AI hasn’t changed one core principle of design: the diverge-converge process. In fact, it makes it more important. It’s easy to accept the first decent output, but that shortcut skips the critical exploration that defines good design.

Prompting is just the start. We need to develop a critical eye, resist complacency, and define what craft means in this new context. Each of us must establish a personal code for working with AI responsibly and intentionally.

 

Ethics, Transparency, and Value

Trust became a central concern while developing FutureCast. In our consulting work, we’re developing internal policies—nothing goes to a client without human review. With FutureCast, there’s no review before delivery, so we’re clear about what it is: a provocation, not a promise. A starting point, not a finished product.

Some might worry that tools like this devalue what consultants do. But my hope is the opposite—that it opens the door for more people to see the value of facilitated, human-led strategy work. You get what you pay for—but sometimes you need a taste before you commit.

 

Surprises and Reconnection

What surprised me most? The hard stuff wasn’t the conceptual heavy lifting—it was the formatting. Getting a bulleted list to display correctly took more time than generating a coherent narrative. That mismatch between what AI finds easy and what it finds hard is something we’ll all need to navigate.

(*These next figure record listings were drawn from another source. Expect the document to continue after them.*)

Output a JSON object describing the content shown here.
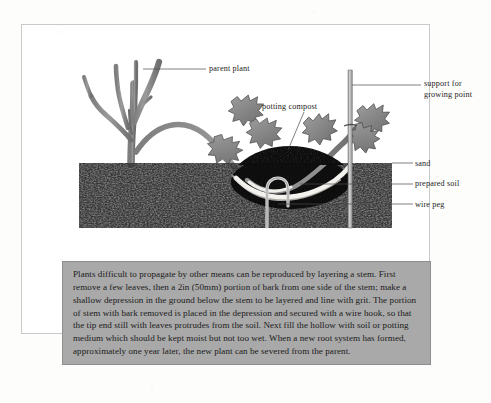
{
  "page": {
    "kind": "book-page-scan",
    "figure_title": "Layering propagation diagram"
  },
  "diagram": {
    "labels": {
      "parent_plant": "parent plant",
      "potting_compost": "potting compost",
      "support_line1": "support for",
      "support_line2": "growing point",
      "sand": "sand",
      "prepared_soil": "prepared soil",
      "wire_peg": "wire peg"
    },
    "colors": {
      "soil": "#3d3d3d",
      "compost": "#141414",
      "sand": "#f2f0ec",
      "stem": "#8f8f8f",
      "leaf": "#8a8a8a",
      "stake": "#b5b5b5",
      "leader_line": "#4a4a4a",
      "caption_background": "#a9a9a9",
      "page_border": "#c9c9c9"
    }
  },
  "caption": {
    "text": "Plants difficult to propagate by other means can be reproduced by layering a stem. First remove a few leaves, then a 2in (50mm) portion of bark from one side of the stem; make a shallow depression in the ground below the stem to be layered and line with grit. The portion of stem with bark removed is placed in the depression and secured with a wire hook, so that the tip end still with leaves protrudes from the soil. Next fill the hollow with soil or potting medium which should be kept moist but not too wet. When a new root system has formed, approximately one year later, the new plant can be severed from the parent."
  }
}
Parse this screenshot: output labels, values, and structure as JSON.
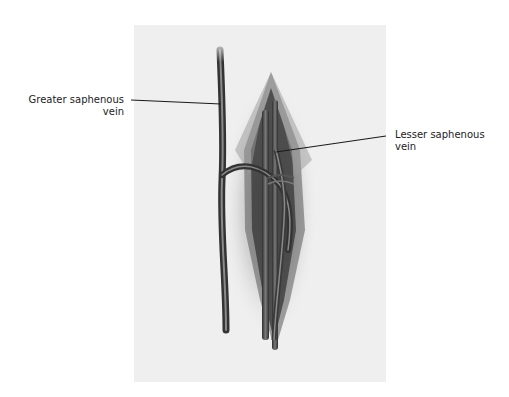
{
  "figure": {
    "labels": {
      "greater": {
        "line1": "Greater saphenous",
        "line2": "vein"
      },
      "lesser": {
        "line1": "Lesser saphenous",
        "line2": "vein"
      }
    },
    "colors": {
      "panel": "#efefef",
      "vein_dark": "#3a3a3a",
      "vein_mid": "#6a6a6a",
      "leader_line": "#1a1a1a",
      "text": "#222222"
    }
  }
}
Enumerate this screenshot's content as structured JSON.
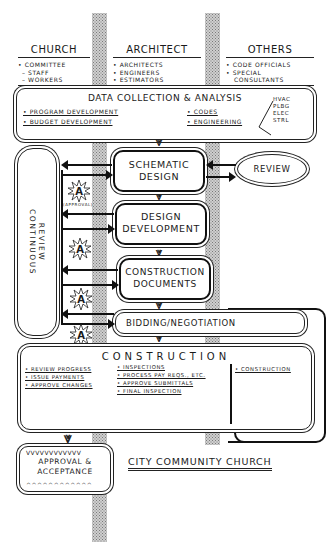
{
  "columns": [
    {
      "title": "CHURCH",
      "items": [
        "• COMMITTEE",
        "– STAFF",
        "– WORKERS"
      ]
    },
    {
      "title": "ARCHITECT",
      "items": [
        "• ARCHITECTS",
        "• ENGINEERS",
        "• ESTIMATORS"
      ]
    },
    {
      "title": "OTHERS",
      "items": [
        "• CODE OFFICIALS",
        "• SPECIAL",
        "CONSULTANTS"
      ]
    }
  ],
  "data_collection": {
    "title": "DATA COLLECTION & ANALYSIS",
    "left_items": [
      "• PROGRAM DEVELOPMENT",
      "• BUDGET DEVELOPMENT"
    ],
    "right_items": [
      "• CODES",
      "• ENGINEERING"
    ],
    "engineering_branches": [
      "HVAC",
      "PLBG",
      "ELEC",
      "STRL"
    ]
  },
  "continuous_review": {
    "line1": "CONTINUOUS",
    "line2": "REVIEW"
  },
  "phases": {
    "schematic": {
      "line1": "SCHEMATIC",
      "line2": "DESIGN"
    },
    "design_development": {
      "line1": "DESIGN",
      "line2": "DEVELOPMENT"
    },
    "construction_documents": {
      "line1": "CONSTRUCTION",
      "line2": "DOCUMENTS"
    },
    "bidding": {
      "label": "BIDDING/NEGOTIATION"
    }
  },
  "review": {
    "label": "REVIEW"
  },
  "approval": {
    "marker": "A",
    "caption": "(APPROVAL)"
  },
  "contractor": {
    "label": "• CONTRACTOR"
  },
  "construction": {
    "title": "CONSTRUCTION",
    "church_items": [
      "• REVIEW PROGRESS",
      "• ISSUE PAYMENTS",
      "• APPROVE CHANGES"
    ],
    "architect_items": [
      "• INSPECTIONS",
      "• PROCESS PAY REQS., ETC.",
      "• APPROVE SUBMITTALS",
      "• FINAL INSPECTION"
    ],
    "contractor_items": [
      "• CONSTRUCTION"
    ]
  },
  "final": {
    "line1": "APPROVAL &",
    "line2": "ACCEPTANCE"
  },
  "project_name": "CITY COMMUNITY CHURCH"
}
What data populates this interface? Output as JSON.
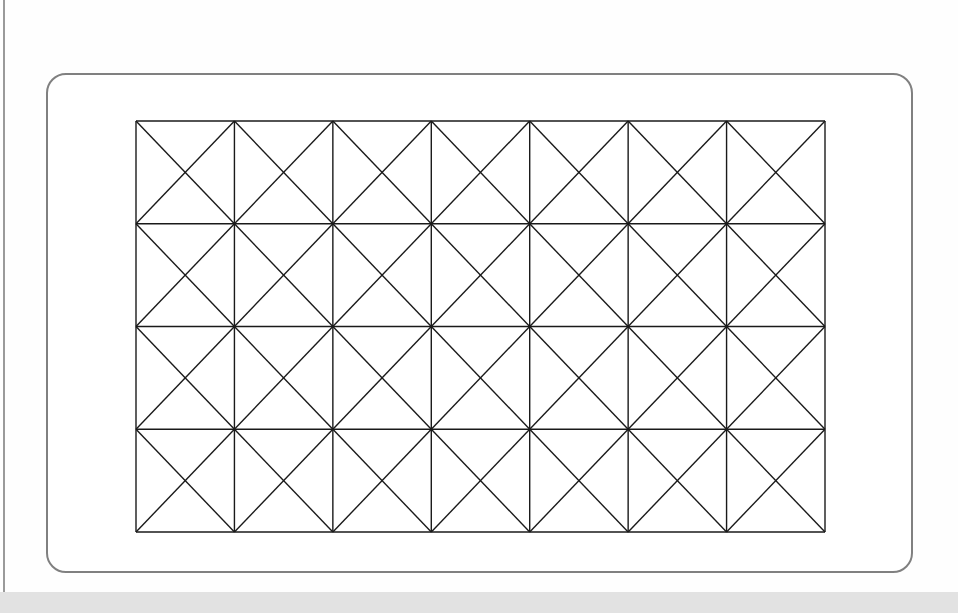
{
  "canvas": {
    "width": 958,
    "height": 613,
    "background_color": "#fefefe",
    "left_rule_color": "#9a9a9a",
    "bottom_band_color": "#e2e2e2"
  },
  "panel": {
    "name": "rounded-panel",
    "x": 46,
    "y": 73,
    "width": 867,
    "height": 500,
    "border_color": "#808080",
    "border_width": 2,
    "corner_radius": 20,
    "fill_color": "#ffffff"
  },
  "chart_data": {
    "type": "diagram",
    "title": "",
    "subtitle": "",
    "xlabel": "",
    "ylabel": "",
    "grid": {
      "columns": 7,
      "rows": 4,
      "cell_width": 98.43,
      "cell_height": 102.75,
      "origin_x": 134,
      "origin_y": 119,
      "total_width": 689,
      "total_height": 411,
      "vertical_line_x": [
        0,
        98.43,
        196.86,
        295.29,
        393.71,
        492.14,
        590.57,
        689
      ],
      "horizontal_line_y": [
        0,
        102.75,
        205.5,
        308.25,
        411
      ],
      "line_color": "#1a1a1a",
      "line_width": 1.4,
      "diagonals": "both",
      "diagonal_line_color": "#1a1a1a",
      "diagonal_line_width": 1.4,
      "cell_count": 28,
      "diagonal_count": 56,
      "vertical_line_count": 8,
      "horizontal_line_count": 5,
      "grid_on": true,
      "legend_position": "none"
    }
  }
}
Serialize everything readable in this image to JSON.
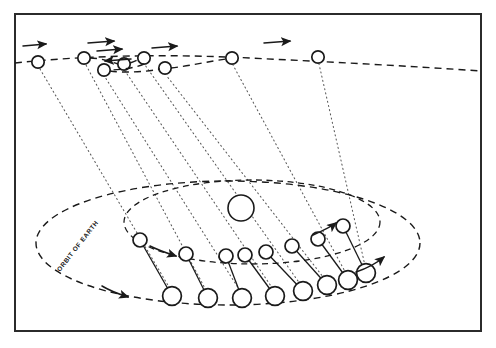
{
  "figure": {
    "domain": "diagram",
    "canvas": {
      "width": 496,
      "height": 348
    },
    "colors": {
      "ink": "#1a1a1a",
      "frame": "#2b2b2b",
      "sight_line": "#5a5a5a",
      "background": "#ffffff"
    },
    "labels": {
      "orbit_of_earth": "ORBIT OF EARTH"
    },
    "frame": {
      "x": 14,
      "y": 13,
      "width": 468,
      "height": 319
    },
    "sun": {
      "cx": 241,
      "cy": 208,
      "r": 13
    },
    "sky_line": {
      "name": "celestial-sphere-background-stars",
      "points": [
        [
          15,
          62
        ],
        [
          120,
          55
        ],
        [
          250,
          58
        ],
        [
          360,
          63
        ],
        [
          481,
          70
        ]
      ]
    },
    "sky_positions": [
      {
        "id": "s1",
        "cx": 38,
        "cy": 62,
        "r": 6.2
      },
      {
        "id": "s2",
        "cx": 84,
        "cy": 58,
        "r": 6.2
      },
      {
        "id": "s3",
        "cx": 104,
        "cy": 70,
        "r": 6.2
      },
      {
        "id": "s4",
        "cx": 124,
        "cy": 64,
        "r": 6.2
      },
      {
        "id": "s5",
        "cx": 144,
        "cy": 58,
        "r": 6.2
      },
      {
        "id": "s6",
        "cx": 165,
        "cy": 68,
        "r": 6.2
      },
      {
        "id": "s7",
        "cx": 232,
        "cy": 58,
        "r": 6.2
      },
      {
        "id": "s8",
        "cx": 318,
        "cy": 57,
        "r": 6.2
      }
    ],
    "sky_arrows": [
      {
        "id": "a1",
        "x1": 22,
        "y1": 46,
        "x2": 48,
        "y2": 44,
        "dir": "right"
      },
      {
        "id": "a2",
        "x1": 88,
        "y1": 44,
        "x2": 118,
        "y2": 42,
        "dir": "right"
      },
      {
        "id": "a3",
        "x1": 96,
        "y1": 50,
        "x2": 126,
        "y2": 48,
        "dir": "right"
      },
      {
        "id": "a4",
        "x1": 130,
        "y1": 60,
        "x2": 102,
        "y2": 62,
        "dir": "left"
      },
      {
        "id": "a5",
        "x1": 150,
        "y1": 48,
        "x2": 180,
        "y2": 46,
        "dir": "right"
      },
      {
        "id": "a6",
        "x1": 262,
        "y1": 43,
        "x2": 292,
        "y2": 41,
        "dir": "right"
      }
    ],
    "earth_orbit": {
      "name": "orbit-of-earth",
      "cx": 228,
      "cy": 243,
      "rx": 192,
      "ry": 62
    },
    "mars_orbit": {
      "name": "orbit-of-mars",
      "cx": 252,
      "cy": 222,
      "rx": 128,
      "ry": 42
    },
    "earth_positions": [
      {
        "id": "e1",
        "cx": 140,
        "cy": 240,
        "r": 7.0
      },
      {
        "id": "e2",
        "cx": 186,
        "cy": 254,
        "r": 7.0
      },
      {
        "id": "e3",
        "cx": 226,
        "cy": 256,
        "r": 7.0
      },
      {
        "id": "e4",
        "cx": 245,
        "cy": 255,
        "r": 7.0
      },
      {
        "id": "e5",
        "cx": 266,
        "cy": 252,
        "r": 7.0
      },
      {
        "id": "e6",
        "cx": 292,
        "cy": 246,
        "r": 7.0
      },
      {
        "id": "e7",
        "cx": 318,
        "cy": 239,
        "r": 7.0
      },
      {
        "id": "e8",
        "cx": 343,
        "cy": 226,
        "r": 7.0
      }
    ],
    "mars_positions": [
      {
        "id": "m1",
        "cx": 172,
        "cy": 296,
        "r": 9.4
      },
      {
        "id": "m2",
        "cx": 208,
        "cy": 298,
        "r": 9.4
      },
      {
        "id": "m3",
        "cx": 242,
        "cy": 298,
        "r": 9.4
      },
      {
        "id": "m4",
        "cx": 275,
        "cy": 296,
        "r": 9.4
      },
      {
        "id": "m5",
        "cx": 303,
        "cy": 291,
        "r": 9.4
      },
      {
        "id": "m6",
        "cx": 327,
        "cy": 285,
        "r": 9.4
      },
      {
        "id": "m7",
        "cx": 348,
        "cy": 280,
        "r": 9.4
      },
      {
        "id": "m8",
        "cx": 366,
        "cy": 273,
        "r": 9.4
      }
    ],
    "link_lines": [
      {
        "id": "l0",
        "x1": 140,
        "y1": 240,
        "x2": 172,
        "y2": 296
      },
      {
        "id": "l1",
        "x1": 186,
        "y1": 254,
        "x2": 208,
        "y2": 298
      },
      {
        "id": "l2",
        "x1": 226,
        "y1": 256,
        "x2": 242,
        "y2": 298
      },
      {
        "id": "l3",
        "x1": 245,
        "y1": 255,
        "x2": 275,
        "y2": 296
      },
      {
        "id": "l4",
        "x1": 266,
        "y1": 252,
        "x2": 303,
        "y2": 291
      },
      {
        "id": "l5",
        "x1": 292,
        "y1": 246,
        "x2": 327,
        "y2": 285
      },
      {
        "id": "l6",
        "x1": 318,
        "y1": 239,
        "x2": 348,
        "y2": 280
      },
      {
        "id": "l7",
        "x1": 343,
        "y1": 226,
        "x2": 366,
        "y2": 273
      }
    ],
    "sight_lines": [
      {
        "id": "v1",
        "x1": 172,
        "y1": 296,
        "x2": 38,
        "y2": 62
      },
      {
        "id": "v2",
        "x1": 208,
        "y1": 298,
        "x2": 84,
        "y2": 58
      },
      {
        "id": "v3",
        "x1": 242,
        "y1": 298,
        "x2": 104,
        "y2": 70
      },
      {
        "id": "v4",
        "x1": 275,
        "y1": 296,
        "x2": 124,
        "y2": 64
      },
      {
        "id": "v5",
        "x1": 303,
        "y1": 291,
        "x2": 144,
        "y2": 58
      },
      {
        "id": "v6",
        "x1": 327,
        "y1": 285,
        "x2": 165,
        "y2": 68
      },
      {
        "id": "v7",
        "x1": 348,
        "y1": 280,
        "x2": 232,
        "y2": 58
      },
      {
        "id": "v8",
        "x1": 366,
        "y1": 273,
        "x2": 318,
        "y2": 57
      }
    ],
    "motion_arrows": [
      {
        "id": "ma-earth",
        "name": "earth-direction-arrow",
        "x1": 100,
        "y1": 288,
        "x2": 130,
        "y2": 296
      },
      {
        "id": "ma-earth-2",
        "name": "earth-direction-arrow-right",
        "x1": 355,
        "y1": 272,
        "x2": 385,
        "y2": 258
      },
      {
        "id": "ma-mars",
        "name": "mars-direction-arrow",
        "x1": 148,
        "y1": 248,
        "x2": 178,
        "y2": 256
      },
      {
        "id": "ma-mars-2",
        "name": "mars-direction-arrow-right",
        "x1": 312,
        "y1": 236,
        "x2": 338,
        "y2": 223
      }
    ],
    "orbit_label_path": {
      "x": 58,
      "y": 268,
      "rotate": -52
    }
  }
}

But more than anything, this project reconnected me to something I hadn’t felt in a long time. These days, my role is mostly about business development and operations. Building FutureCast brought me back to the hands-on creative flow that made me fall in love with design in the first place. I worked nights and weekends not because I had to—but because I couldn’t wait to keep going.

 

Looking Ahead

I’m excited by the potential to reimagine how we deliver value. What other strategic methodologies could we reshape through AI? Could DesignMap one day have both a consulting practice and a product studio?

As design leaders, our job isn’t just to defend the past. It’s to help shape what comes next. That means experimenting. Being transparent. Inviting critique. All things good designers already know how to do.

FutureCast is one small experiment—but I hope it sparks more. I welcome your feedback, your skepticism, and most of all, your participation in shaping what responsible, human-centered AI design can look like.